Oliver E. Williamson

Facts

Oliver E. Williamson

© The Nobel Foundation. Photo: U. Montan

Oliver E. Williamson
The Sveriges Riksbank Prize in Economic Sciences in Memory of Alfred Nobel 2009

Born: 27 September 1932, Superior, WI, USA

Affiliation at the time of the award: University of California, Berkeley, CA, USA

Prize motivation: “for his analysis of economic governance, especially the boundaries of the firm”

Prize share: 1/2

Life

Oliver Williamson was born in Superior, Wisconsin, in the United States. Although his parents were originally teachers, his father later started his own real estate company. After first studying at MIT and Stanford University, Williamson earned his PhD from Carnegie Mellon University in Pittsburgh. He has held professorships at the University of Pennsylvania in Philadelphia, at Yale University, and at the University of California, Berkeley, among others. Williamson is married with five children.

Work

Financial transactions do not only occur on financial markets, but also within organizations—companies, associations, households, and public authorities. Financial analysis has most often focused on markets, whereas Oliver Williamson's research concentrates more on organizations. According to Williamson, markets and companies used different conflict resolution methods. In the early 1970s, Williamson proposed the theory that organizations are sometimes more efficient than markets because their conflicts are simple and cheaper to solve.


What you have to do
Nothing in the data should be left out or altered when it is retyped.

(Saved data entries)

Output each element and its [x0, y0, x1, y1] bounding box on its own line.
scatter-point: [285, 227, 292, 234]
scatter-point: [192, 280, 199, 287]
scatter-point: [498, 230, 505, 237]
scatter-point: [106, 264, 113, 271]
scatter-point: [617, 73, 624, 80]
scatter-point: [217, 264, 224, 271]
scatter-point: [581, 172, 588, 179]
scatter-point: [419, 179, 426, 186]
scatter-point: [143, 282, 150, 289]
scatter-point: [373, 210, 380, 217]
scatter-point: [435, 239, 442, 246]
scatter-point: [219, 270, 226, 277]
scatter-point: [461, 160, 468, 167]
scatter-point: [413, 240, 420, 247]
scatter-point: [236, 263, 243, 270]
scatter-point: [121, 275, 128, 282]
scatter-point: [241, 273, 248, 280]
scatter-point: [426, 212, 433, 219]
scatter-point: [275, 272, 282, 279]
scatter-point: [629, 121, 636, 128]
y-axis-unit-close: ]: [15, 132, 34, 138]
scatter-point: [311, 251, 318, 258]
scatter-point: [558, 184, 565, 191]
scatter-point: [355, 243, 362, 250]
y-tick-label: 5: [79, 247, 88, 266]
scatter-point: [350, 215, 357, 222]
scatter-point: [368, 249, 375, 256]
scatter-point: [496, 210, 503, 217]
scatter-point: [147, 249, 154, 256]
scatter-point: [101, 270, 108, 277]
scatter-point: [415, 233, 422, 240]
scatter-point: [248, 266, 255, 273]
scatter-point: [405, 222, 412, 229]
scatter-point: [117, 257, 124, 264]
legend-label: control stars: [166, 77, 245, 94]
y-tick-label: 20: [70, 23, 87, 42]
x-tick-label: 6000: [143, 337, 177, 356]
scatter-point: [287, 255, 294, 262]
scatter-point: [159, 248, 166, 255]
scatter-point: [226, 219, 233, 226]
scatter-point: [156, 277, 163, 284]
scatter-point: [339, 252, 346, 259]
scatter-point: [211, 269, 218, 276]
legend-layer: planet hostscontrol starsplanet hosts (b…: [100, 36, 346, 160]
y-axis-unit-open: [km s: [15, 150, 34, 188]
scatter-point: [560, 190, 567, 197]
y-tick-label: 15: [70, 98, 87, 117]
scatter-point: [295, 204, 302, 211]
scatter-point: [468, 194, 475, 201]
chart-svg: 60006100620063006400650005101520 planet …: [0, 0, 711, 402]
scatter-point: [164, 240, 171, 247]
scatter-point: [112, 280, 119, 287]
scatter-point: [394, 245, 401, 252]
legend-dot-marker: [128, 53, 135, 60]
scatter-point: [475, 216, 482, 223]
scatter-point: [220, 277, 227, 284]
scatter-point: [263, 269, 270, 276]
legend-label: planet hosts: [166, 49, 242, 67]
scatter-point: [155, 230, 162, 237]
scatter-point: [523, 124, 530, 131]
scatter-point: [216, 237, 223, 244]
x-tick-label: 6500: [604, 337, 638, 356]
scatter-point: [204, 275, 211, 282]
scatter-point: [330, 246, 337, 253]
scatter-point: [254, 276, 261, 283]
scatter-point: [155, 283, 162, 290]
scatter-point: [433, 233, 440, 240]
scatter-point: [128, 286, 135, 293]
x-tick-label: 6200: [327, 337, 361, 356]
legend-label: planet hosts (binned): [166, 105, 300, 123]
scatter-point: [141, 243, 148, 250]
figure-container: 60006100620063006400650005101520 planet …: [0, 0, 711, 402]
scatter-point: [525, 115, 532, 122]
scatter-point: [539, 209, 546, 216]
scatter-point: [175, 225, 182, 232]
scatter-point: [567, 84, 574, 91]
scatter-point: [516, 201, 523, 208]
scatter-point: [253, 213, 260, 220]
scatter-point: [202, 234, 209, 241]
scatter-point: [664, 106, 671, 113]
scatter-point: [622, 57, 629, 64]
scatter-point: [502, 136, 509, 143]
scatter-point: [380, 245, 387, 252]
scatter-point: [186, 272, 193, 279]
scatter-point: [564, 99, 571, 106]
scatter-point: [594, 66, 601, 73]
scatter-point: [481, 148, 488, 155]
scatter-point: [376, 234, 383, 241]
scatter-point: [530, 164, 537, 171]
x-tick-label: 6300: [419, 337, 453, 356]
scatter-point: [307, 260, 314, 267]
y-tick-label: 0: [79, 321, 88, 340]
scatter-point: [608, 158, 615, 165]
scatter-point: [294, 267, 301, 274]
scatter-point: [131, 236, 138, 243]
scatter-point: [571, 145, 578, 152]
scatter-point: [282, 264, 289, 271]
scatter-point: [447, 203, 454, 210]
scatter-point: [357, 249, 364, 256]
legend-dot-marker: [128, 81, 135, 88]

Solution below
Output each element and its [x0, y0, x1, y1] bounding box on its own line.
scatter-point: [285, 227, 292, 234]
scatter-point: [192, 280, 199, 287]
scatter-point: [498, 230, 505, 237]
scatter-point: [106, 264, 113, 271]
scatter-point: [617, 73, 624, 80]
scatter-point: [217, 264, 224, 271]
scatter-point: [581, 172, 588, 179]
scatter-point: [419, 179, 426, 186]
scatter-point: [143, 282, 150, 289]
scatter-point: [373, 210, 380, 217]
scatter-point: [435, 239, 442, 246]
scatter-point: [219, 270, 226, 277]
scatter-point: [461, 160, 468, 167]
scatter-point: [413, 240, 420, 247]
scatter-point: [236, 263, 243, 270]
scatter-point: [121, 275, 128, 282]
scatter-point: [241, 273, 248, 280]
scatter-point: [426, 212, 433, 219]
scatter-point: [275, 272, 282, 279]
scatter-point: [629, 121, 636, 128]
y-axis-unit-close: ]: [15, 132, 34, 138]
scatter-point: [311, 251, 318, 258]
scatter-point: [558, 184, 565, 191]
scatter-point: [355, 243, 362, 250]
y-tick-label: 5: [79, 247, 88, 266]
scatter-point: [350, 215, 357, 222]
scatter-point: [368, 249, 375, 256]
scatter-point: [496, 210, 503, 217]
scatter-point: [147, 249, 154, 256]
scatter-point: [101, 270, 108, 277]
scatter-point: [415, 233, 422, 240]
scatter-point: [248, 266, 255, 273]
scatter-point: [405, 222, 412, 229]
scatter-point: [117, 257, 124, 264]
legend-label: control stars: [166, 77, 245, 94]
y-tick-label: 20: [70, 23, 87, 42]
x-tick-label: 6000: [143, 337, 177, 356]
scatter-point: [287, 255, 294, 262]
scatter-point: [159, 248, 166, 255]
scatter-point: [226, 219, 233, 226]
scatter-point: [156, 277, 163, 284]
scatter-point: [339, 252, 346, 259]
scatter-point: [211, 269, 218, 276]
legend-layer: planet hostscontrol starsplanet hosts (b…: [100, 36, 346, 160]
y-axis-unit-open: [km s: [15, 150, 34, 188]
scatter-point: [560, 190, 567, 197]
y-tick-label: 15: [70, 98, 87, 117]
scatter-point: [295, 204, 302, 211]
scatter-point: [468, 194, 475, 201]
chart-svg: 60006100620063006400650005101520 planet …: [0, 0, 711, 402]
scatter-point: [164, 240, 171, 247]
scatter-point: [112, 280, 119, 287]
scatter-point: [394, 245, 401, 252]
legend-dot-marker: [128, 53, 135, 60]
scatter-point: [475, 216, 482, 223]
scatter-point: [220, 277, 227, 284]
scatter-point: [263, 269, 270, 276]
legend-label: planet hosts: [166, 49, 242, 67]
scatter-point: [155, 230, 162, 237]
scatter-point: [523, 124, 530, 131]
scatter-point: [216, 237, 223, 244]
x-tick-label: 6500: [604, 337, 638, 356]
scatter-point: [204, 275, 211, 282]
scatter-point: [330, 246, 337, 253]
scatter-point: [254, 276, 261, 283]
scatter-point: [155, 283, 162, 290]
scatter-point: [433, 233, 440, 240]
scatter-point: [128, 286, 135, 293]
x-tick-label: 6200: [327, 337, 361, 356]
legend-label: planet hosts (binned): [166, 105, 300, 123]
scatter-point: [141, 243, 148, 250]
figure-container: 60006100620063006400650005101520 planet …: [0, 0, 711, 402]
scatter-point: [525, 115, 532, 122]
scatter-point: [539, 209, 546, 216]
scatter-point: [175, 225, 182, 232]
scatter-point: [567, 84, 574, 91]
scatter-point: [516, 201, 523, 208]
scatter-point: [253, 213, 260, 220]
scatter-point: [202, 234, 209, 241]
scatter-point: [664, 106, 671, 113]
scatter-point: [622, 57, 629, 64]
scatter-point: [502, 136, 509, 143]
scatter-point: [380, 245, 387, 252]
scatter-point: [186, 272, 193, 279]
scatter-point: [564, 99, 571, 106]
scatter-point: [594, 66, 601, 73]
scatter-point: [481, 148, 488, 155]
scatter-point: [376, 234, 383, 241]
scatter-point: [530, 164, 537, 171]
x-tick-label: 6300: [419, 337, 453, 356]
scatter-point: [307, 260, 314, 267]
y-tick-label: 0: [79, 321, 88, 340]
scatter-point: [608, 158, 615, 165]
scatter-point: [294, 267, 301, 274]
scatter-point: [131, 236, 138, 243]
scatter-point: [571, 145, 578, 152]
scatter-point: [282, 264, 289, 271]
scatter-point: [447, 203, 454, 210]
scatter-point: [357, 249, 364, 256]
legend-dot-marker: [128, 81, 135, 88]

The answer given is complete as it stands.